The best workaround I know for that is to filter devices on Google Play 
console.

Yes, you lose tons of customers, but at least you don't get 1 star reviews 
like "IT SHOWS BLACK SCREEN ON MY CRAPSUNG S4 CRAP EDITION, DON'T DOWNLOAD"

On Sunday, July 28, 2013 11:51:32 PM UTC+3, Thomas Jakway wrote:
>
> Does anyone have a workaround for one of the bigger problems of this mess: 
> users will blame your app and write bad reviews?

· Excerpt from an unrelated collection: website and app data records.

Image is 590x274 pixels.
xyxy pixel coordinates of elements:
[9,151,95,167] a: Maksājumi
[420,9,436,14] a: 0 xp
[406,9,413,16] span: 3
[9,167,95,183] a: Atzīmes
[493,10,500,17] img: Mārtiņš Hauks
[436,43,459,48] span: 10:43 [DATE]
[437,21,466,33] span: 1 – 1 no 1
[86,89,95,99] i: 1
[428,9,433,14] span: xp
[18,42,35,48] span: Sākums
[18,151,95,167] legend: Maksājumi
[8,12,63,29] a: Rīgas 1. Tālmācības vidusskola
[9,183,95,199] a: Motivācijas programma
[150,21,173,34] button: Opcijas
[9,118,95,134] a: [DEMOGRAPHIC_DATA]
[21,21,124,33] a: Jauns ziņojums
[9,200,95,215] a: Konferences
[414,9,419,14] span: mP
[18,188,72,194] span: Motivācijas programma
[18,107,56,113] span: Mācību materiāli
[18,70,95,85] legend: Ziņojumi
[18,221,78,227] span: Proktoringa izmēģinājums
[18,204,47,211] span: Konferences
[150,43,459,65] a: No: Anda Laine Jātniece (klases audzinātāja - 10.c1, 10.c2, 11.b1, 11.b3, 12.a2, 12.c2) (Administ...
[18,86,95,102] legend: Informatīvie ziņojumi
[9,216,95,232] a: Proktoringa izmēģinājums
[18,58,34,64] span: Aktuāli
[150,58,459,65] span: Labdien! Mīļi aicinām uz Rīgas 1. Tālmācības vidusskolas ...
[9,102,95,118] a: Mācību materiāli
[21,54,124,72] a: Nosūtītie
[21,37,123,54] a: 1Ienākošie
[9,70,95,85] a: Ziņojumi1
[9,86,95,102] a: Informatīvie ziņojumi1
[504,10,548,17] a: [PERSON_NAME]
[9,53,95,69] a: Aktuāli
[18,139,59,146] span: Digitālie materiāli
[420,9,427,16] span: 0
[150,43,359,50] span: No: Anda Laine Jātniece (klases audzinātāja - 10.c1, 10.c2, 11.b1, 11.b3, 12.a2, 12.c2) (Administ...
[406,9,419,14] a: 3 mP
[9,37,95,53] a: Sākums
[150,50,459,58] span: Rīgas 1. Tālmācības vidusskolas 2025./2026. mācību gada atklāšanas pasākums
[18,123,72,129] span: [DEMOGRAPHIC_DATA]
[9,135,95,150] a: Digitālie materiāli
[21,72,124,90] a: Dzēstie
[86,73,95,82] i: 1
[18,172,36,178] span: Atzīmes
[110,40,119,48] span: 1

> That sounds like a joke, but really, has anyone had success just telling 
> users "sorry, Samsung's fault :("?
> Would be a shame to lose sales because of the vendor's problems.
>
> On Thursday, July 25, 2013 3:39:14 PM UTC-7, Omer Gilad wrote:
>>
>> .I am wondering how developers here are dealing with the fact that there 
>> are 1000's of devices out there, some of them running your applications in 
>> very broken ways
>> .I keep running into these kind of issues again and again for the past 3 
>> years, and to be honest, I'm fed up with it
>> .I've decided to move to iOS development, and the only way to convince me 
>> otherwise is to give me a decent, reliable way of dealing with fragmentation
>>
>> So what do you do when you develop a game, for example, and try to create 
>> a high-quality user experience on Google Play?
>> Do you do your QA on 50 different devices? 100? 1000?
>> Or do you just shoot blindly and hope that it works, or wait for users to 
>> send you bug reports?
>>
>> To make it clear, I'm not talking about "official" fragmentation.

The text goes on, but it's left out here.